IN FIGHT AGAINST EXTINCTION, PLANTS DIG IN
EARTH is seeing an unprecedented loss of species, which some ecologists are calling a sixth mass extinction. In May, a UN report warned that a million species were threatened by extinction. More recently, 571 plant species were declared extinct.
But extinctions have occurred for as long as life has existed on Earth. The important question is whether the rate of extinction has increased.
Our research, published recently in Current Biology, found some plants have been going extinct up to 350 times faster than the historical average – with devastating consequences for unique species.
How many species are going extinct? This is not an easy question to answer. To start, accurate data on contemporary extinctions are lacking from most parts of the world. And species are not evenly distributed – for example, Madagascar is home to around 12 000 plant species, of which 80% are endemic (found nowhere else). England, meanwhile, is home to only 1 859 species, of which 75 (4%) are endemic.
Areas like Madagascar, which have exceptional rates of biodiversity at risk from human destruction, are called “hot spots”. Based on numbers, biodiversity hot spots are expected to lose more species to extinction than cold spots such as England. But that doesn’t mean cold spots aren’t worth conserving – they tend to contain unique plants.
We are part of an international team that examined 291 modern plant extinctions between biodiversity hot and cold spots. We looked at the underlying causes, when they happened and how unique the species were. Armed with this information, we asked how extinctions differed between hot and cold spots.
Unsurprisingly, we found hot spots lost more species, faster, than cold spots. Agriculture and urbanisation were important drivers of plant extinctions in both, confirming the belief that habitat destruction was the primary cause. Overall, herbaceous perennials such as grasses are particularly vulnerable to extinction.
However, cold spots stand to lose more uniqueness than hot spots. For example, seven cold spot extinctions led to the disappearance of seven genera, and in one instance, a whole plant family. Clearly, cold spots also represent important reservoirs of biodiversity that need conservation.

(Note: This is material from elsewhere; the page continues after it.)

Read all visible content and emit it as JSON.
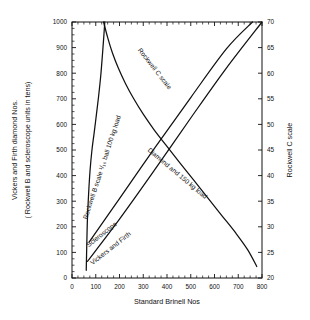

We also showed that recent extinction rates, at their peak, were 350 times higher than historical background extinction rates. Scientists have speculated that modern plant extinctions would surpass background rates by several thousand times over the next 80 years.
Why are our estimates so low? First, a lack of comprehensive data restricts inferences that can be made. Second, plants are unique – some of them live for a long time, and many can persist in low densities due to adaptations, such as being able to reproduce in the absence of partners.
Let’s consider a hypothetical situation where we have only five living individuals of Grandidier’s baobab
(Adansonia grandidieri) left in the wild. The trees of Madagascar are of only nine living species of their genus and can live for hundreds of years. Therefore, a few individual trees might be able to “hang in there” (referred to as “extinction debt”) but will inevitably become extinct.
Finally, declaring a plant extinct is challenging because they’re often difficult to spot, and we can’t be sure we’ve found the last living individuals. A recent report found 431 plant species thought to be extinct have been rediscovered. Real plant extinction rates and future extinctions will probably far exceed estimates.
Biodiversity loss, together with climate change, are some of the biggest challenges faced by humanity. Along with human-driven habitat destruction, the effects of climate change are expected to be severe on plant biodiversity. Estimates of plant extinctions are gross underestimates.
However, the signs are crystal clear. If we were to condense the Earth’s 4.5-billion-year-old history into one calendar year, then life evolved somewhere in June, dinosaurs appeared somewhere around Christmas, and the Anthropocene starts within the last millisecond of New Year’s Eve. Modern plant extinction rates that exceed historical rates by hundreds of times over such a brief period will spell disaster for our planet’s future.